Americas calls for ‘indicators of resilience’

Source(s): United Nations Office for Disaster Risk Reduction – Regional Office for the Americas and the Caribbean
The conference declaration benefited from the participation of national and local government officials, academics, members of civil society, youth groups and non-government organizations from some 30 countries.

The conference declaration benefited from the participation of national and local government officials, academics, members of civil society, youth groups and non-government organizations from some 30 countries.

GUAYAQUIL, 30 May 2014 – The Americas region gave further impetus to the global efforts to agree a new international framework on disaster risk reduction (DRR) by adopting on Thursday a series of recommendations to be included in the agreement due to be adopted at a world conference next year in Sendai, Japan.

“It has been a great success. Things are moving. I can see progress,” said Margareta Wahlström, Head of the UN Office for Disaster Risk Reduction (UNISDR) at the end of the three-day gathering in this Ecuadorian port city.

The 4th Session of the Americas Platform for Disaster Risk Reduction was the second in a series of regional conferences aimed at shaping the agenda for the Third UN World Conference on Disaster Risk Reduction to be held in March 2015. The conference will adopt a new framework to succeed the Hyogo Framework for Action (HFA) adopted in 2005.

The participants emphasized the overall opportunity to influence the Post-2015 Development Agenda and ensure coherence between new initiatives on development, risk management, climate change, humanitarian action and sustainable urban development.

“Such coherence is expressed in the definition of common indicators and objectives as well as in the efficient use of resources to promote greater impact within nations and communities,” stated the final Conference Declaration which recommends the development of “indicators of resilience.”

Some 600 national and local government officials, academics, members of civil society, youth groups and non-government organizations from some 30 countries took part in the intense public debates and closed-door meetings that yielded a raft of recommendations for Sendai.

A final declaration applauded the “substantial contributions” of the HFA to the formulation of strategies and policies for disaster reduction. There have been significant successes.

For example, 89% of countries in the Americas are implementing initiatives on safe hospitals and improving the resilience of health services to ensure they can function after a disaster.

But at the same time, economic damage and losses caused by disasters, mainly low intensity hydro-meteorological events, have continued to rise, the statement noted. It urged better coordination in international disaster response and the strengthening of preparedness and response and recovery capacity at community, local, national and regional levels.

The new framework, which governments will begin to hammer out at a first meeting of the intergovernmental preparatory committee in Geneva in July, must clearly define the roles and responsibilities of the different actors among the various levels of government and society when it comes to disaster reduction. It should place community participation at the centre of risk management and explicitly incorporate local governments within the post-2015 framework.

The Declaration also called for the strengthening of UNISDR to help it fulfil its mandate, including in risk modelling, the generation of disaster loss databases and in reviewing regional strategies, as well as in supporting the monitoring of the new framework.

“We have crossed a threshold in terms of people’s understanding of what needs to be done,” declared Ms Wahlström. “Things don’t necessarily become easier once you cross a threshold, but they become clearer,” she said.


## [DIRECTIONS]
Which of the lines below contain the string "Repository"? Copy each one.

━━ PROVIDED MATERIAL ━━

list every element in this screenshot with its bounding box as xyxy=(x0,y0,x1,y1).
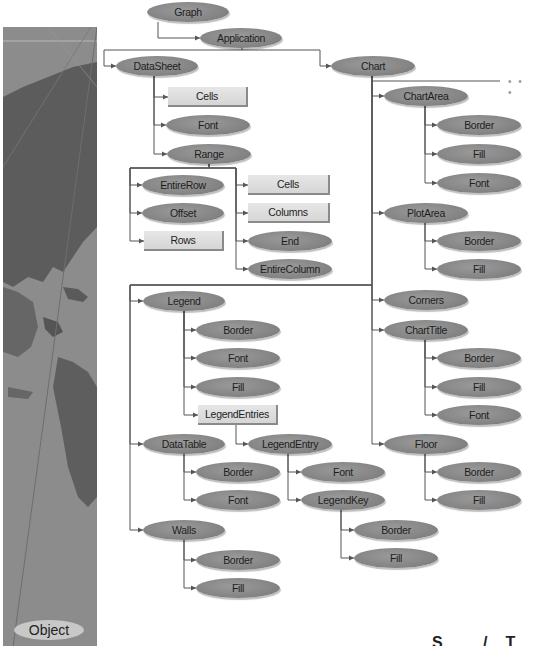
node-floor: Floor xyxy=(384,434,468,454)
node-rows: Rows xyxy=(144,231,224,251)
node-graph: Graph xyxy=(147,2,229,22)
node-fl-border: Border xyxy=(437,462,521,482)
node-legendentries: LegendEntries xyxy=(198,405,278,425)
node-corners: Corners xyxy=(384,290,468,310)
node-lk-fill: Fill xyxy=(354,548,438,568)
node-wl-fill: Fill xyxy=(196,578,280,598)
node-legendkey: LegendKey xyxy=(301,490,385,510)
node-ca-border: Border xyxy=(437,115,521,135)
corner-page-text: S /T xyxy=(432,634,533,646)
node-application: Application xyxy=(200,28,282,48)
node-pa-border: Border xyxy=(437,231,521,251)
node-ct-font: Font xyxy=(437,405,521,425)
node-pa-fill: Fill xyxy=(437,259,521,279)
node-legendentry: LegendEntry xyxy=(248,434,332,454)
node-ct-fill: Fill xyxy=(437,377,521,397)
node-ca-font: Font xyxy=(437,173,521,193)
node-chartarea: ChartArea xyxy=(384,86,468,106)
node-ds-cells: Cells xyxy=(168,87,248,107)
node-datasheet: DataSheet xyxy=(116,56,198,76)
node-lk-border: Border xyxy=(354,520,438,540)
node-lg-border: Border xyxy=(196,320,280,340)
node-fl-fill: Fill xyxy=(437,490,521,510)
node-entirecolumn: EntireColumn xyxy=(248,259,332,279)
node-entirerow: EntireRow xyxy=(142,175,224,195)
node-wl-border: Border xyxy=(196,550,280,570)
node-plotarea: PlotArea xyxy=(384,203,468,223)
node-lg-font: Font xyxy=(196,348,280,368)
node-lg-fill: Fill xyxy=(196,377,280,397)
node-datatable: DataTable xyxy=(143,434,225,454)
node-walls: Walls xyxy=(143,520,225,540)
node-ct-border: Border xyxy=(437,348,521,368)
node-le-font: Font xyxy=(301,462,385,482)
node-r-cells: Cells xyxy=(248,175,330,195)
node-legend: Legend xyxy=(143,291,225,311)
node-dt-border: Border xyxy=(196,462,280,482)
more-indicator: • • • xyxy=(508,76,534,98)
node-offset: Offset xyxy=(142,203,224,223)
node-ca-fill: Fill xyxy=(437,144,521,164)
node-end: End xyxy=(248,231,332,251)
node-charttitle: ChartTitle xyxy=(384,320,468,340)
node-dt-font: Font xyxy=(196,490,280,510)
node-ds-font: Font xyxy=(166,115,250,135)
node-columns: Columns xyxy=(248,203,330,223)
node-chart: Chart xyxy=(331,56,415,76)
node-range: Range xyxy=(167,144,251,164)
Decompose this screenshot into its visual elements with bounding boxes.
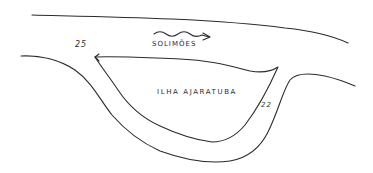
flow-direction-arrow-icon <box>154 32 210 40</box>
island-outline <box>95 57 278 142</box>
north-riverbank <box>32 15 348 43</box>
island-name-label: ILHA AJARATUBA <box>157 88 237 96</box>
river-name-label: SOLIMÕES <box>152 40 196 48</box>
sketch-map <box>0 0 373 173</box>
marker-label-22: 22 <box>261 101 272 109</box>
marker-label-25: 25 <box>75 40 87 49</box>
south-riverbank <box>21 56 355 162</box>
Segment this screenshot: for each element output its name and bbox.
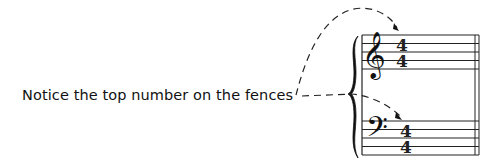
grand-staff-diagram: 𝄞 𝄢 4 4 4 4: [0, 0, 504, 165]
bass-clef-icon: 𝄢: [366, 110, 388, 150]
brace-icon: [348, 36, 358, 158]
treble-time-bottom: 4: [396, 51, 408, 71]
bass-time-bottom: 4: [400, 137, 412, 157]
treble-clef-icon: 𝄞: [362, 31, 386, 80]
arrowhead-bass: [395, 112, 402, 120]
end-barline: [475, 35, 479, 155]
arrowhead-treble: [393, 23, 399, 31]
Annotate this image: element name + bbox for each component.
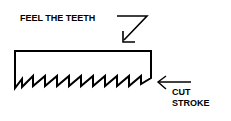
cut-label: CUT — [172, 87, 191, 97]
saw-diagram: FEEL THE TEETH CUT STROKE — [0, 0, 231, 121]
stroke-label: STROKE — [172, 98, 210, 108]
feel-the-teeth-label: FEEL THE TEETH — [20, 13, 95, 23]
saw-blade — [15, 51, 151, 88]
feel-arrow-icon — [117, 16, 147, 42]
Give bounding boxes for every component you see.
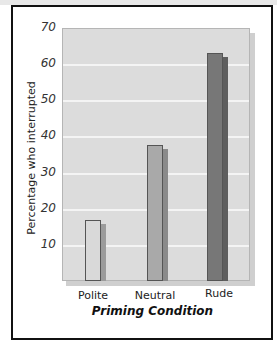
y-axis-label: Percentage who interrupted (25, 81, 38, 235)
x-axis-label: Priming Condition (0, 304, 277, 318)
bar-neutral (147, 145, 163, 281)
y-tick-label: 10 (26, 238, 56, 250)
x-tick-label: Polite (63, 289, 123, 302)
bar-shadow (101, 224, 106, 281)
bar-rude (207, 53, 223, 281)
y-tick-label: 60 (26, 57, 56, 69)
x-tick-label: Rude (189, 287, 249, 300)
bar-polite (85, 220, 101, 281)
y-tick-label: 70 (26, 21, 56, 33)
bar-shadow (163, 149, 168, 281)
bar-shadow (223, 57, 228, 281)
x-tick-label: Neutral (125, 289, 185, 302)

━━━
━━ PROVIDED MATERIAL ━━

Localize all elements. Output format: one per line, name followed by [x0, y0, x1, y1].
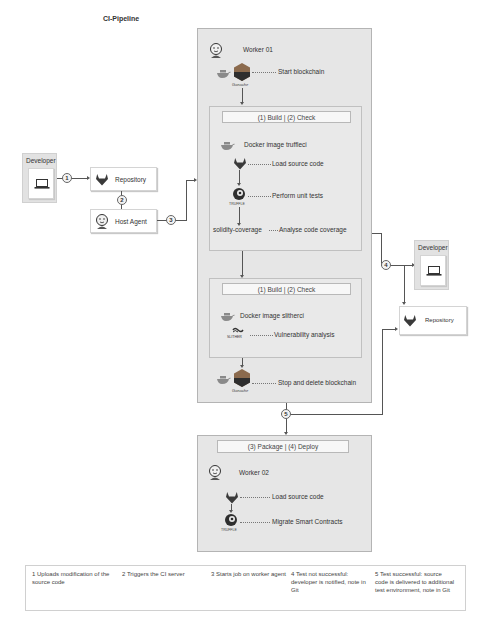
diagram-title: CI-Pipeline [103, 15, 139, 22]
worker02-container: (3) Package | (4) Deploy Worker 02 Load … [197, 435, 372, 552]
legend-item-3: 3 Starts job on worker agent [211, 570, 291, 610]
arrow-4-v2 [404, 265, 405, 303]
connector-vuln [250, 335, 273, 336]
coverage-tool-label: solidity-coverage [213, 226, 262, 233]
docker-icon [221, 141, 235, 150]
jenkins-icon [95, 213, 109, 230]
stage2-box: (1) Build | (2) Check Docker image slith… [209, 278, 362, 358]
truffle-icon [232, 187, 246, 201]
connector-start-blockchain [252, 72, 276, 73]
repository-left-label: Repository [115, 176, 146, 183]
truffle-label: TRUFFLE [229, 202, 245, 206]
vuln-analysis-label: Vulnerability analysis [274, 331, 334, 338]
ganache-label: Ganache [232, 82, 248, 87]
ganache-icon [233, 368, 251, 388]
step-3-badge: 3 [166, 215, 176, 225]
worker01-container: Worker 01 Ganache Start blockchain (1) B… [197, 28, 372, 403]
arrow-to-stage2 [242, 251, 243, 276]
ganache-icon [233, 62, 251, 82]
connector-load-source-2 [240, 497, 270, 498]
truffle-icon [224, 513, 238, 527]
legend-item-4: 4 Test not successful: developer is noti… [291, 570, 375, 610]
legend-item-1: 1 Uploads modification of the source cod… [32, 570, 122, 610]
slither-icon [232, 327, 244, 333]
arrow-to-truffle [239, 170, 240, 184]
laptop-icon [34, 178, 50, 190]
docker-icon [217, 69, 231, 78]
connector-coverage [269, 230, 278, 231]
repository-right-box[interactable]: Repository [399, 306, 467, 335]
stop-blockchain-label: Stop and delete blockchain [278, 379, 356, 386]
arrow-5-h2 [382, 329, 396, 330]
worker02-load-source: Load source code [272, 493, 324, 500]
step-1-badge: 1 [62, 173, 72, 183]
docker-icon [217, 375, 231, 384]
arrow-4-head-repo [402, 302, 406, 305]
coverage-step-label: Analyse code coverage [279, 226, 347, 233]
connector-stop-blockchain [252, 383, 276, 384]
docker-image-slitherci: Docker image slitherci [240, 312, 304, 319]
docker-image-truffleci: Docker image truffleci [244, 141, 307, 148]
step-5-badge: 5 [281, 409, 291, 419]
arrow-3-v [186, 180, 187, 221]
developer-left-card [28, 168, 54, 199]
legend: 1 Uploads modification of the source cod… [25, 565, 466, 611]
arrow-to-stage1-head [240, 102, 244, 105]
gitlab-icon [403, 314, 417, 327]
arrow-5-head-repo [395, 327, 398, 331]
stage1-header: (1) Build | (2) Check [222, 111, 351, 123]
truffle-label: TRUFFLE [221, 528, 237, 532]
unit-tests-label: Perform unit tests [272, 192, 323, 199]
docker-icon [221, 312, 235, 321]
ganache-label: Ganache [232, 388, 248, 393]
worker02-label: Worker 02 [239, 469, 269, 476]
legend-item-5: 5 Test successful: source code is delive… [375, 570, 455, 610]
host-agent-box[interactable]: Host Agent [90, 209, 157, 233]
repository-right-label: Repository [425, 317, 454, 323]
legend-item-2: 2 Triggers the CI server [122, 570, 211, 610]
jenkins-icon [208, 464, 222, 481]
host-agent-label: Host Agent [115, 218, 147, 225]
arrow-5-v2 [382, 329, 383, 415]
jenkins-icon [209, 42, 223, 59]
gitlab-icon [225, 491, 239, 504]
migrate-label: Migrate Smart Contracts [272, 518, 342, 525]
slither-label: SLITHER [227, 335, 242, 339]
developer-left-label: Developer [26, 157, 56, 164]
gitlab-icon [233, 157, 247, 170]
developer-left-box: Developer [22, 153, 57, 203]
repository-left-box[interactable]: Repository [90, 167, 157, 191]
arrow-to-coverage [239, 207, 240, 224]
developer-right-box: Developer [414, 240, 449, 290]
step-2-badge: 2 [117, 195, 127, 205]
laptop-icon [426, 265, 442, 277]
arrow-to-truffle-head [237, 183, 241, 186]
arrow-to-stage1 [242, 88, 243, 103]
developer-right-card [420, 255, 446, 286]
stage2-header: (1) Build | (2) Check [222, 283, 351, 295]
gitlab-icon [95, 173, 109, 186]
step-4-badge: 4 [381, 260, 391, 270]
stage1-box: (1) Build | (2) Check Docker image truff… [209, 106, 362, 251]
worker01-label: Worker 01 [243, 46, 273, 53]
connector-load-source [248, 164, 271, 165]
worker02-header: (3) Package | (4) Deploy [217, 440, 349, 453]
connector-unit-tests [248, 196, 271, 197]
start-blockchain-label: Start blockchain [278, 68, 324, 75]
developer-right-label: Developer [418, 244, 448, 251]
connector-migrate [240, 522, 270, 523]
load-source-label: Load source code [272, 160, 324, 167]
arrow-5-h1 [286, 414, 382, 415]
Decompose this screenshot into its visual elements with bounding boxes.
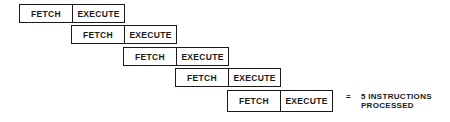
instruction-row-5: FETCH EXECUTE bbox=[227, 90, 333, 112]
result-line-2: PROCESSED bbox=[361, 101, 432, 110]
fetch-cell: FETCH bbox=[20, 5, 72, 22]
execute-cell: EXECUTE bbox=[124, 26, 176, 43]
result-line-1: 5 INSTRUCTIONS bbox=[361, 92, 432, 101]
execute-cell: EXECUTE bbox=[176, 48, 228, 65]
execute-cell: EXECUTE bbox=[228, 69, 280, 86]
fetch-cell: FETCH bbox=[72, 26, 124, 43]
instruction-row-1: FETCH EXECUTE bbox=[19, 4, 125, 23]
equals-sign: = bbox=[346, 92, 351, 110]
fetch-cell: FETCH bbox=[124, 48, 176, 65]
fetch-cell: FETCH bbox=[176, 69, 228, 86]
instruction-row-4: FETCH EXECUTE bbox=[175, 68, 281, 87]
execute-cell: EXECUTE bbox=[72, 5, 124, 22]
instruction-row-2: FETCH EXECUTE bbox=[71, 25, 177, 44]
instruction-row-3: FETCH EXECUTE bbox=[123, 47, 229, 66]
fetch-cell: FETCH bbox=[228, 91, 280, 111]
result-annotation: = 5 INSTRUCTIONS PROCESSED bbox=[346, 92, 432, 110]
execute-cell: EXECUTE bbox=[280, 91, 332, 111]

━━━

## [EXERCISE RESULT]
repository-left-label: Repository [115, 176, 146, 183]
repository-right-box[interactable]: Repository [399, 306, 467, 335]
repository-right-label: Repository [425, 317, 454, 323]
repository-left-box[interactable]: Repository [90, 167, 157, 191]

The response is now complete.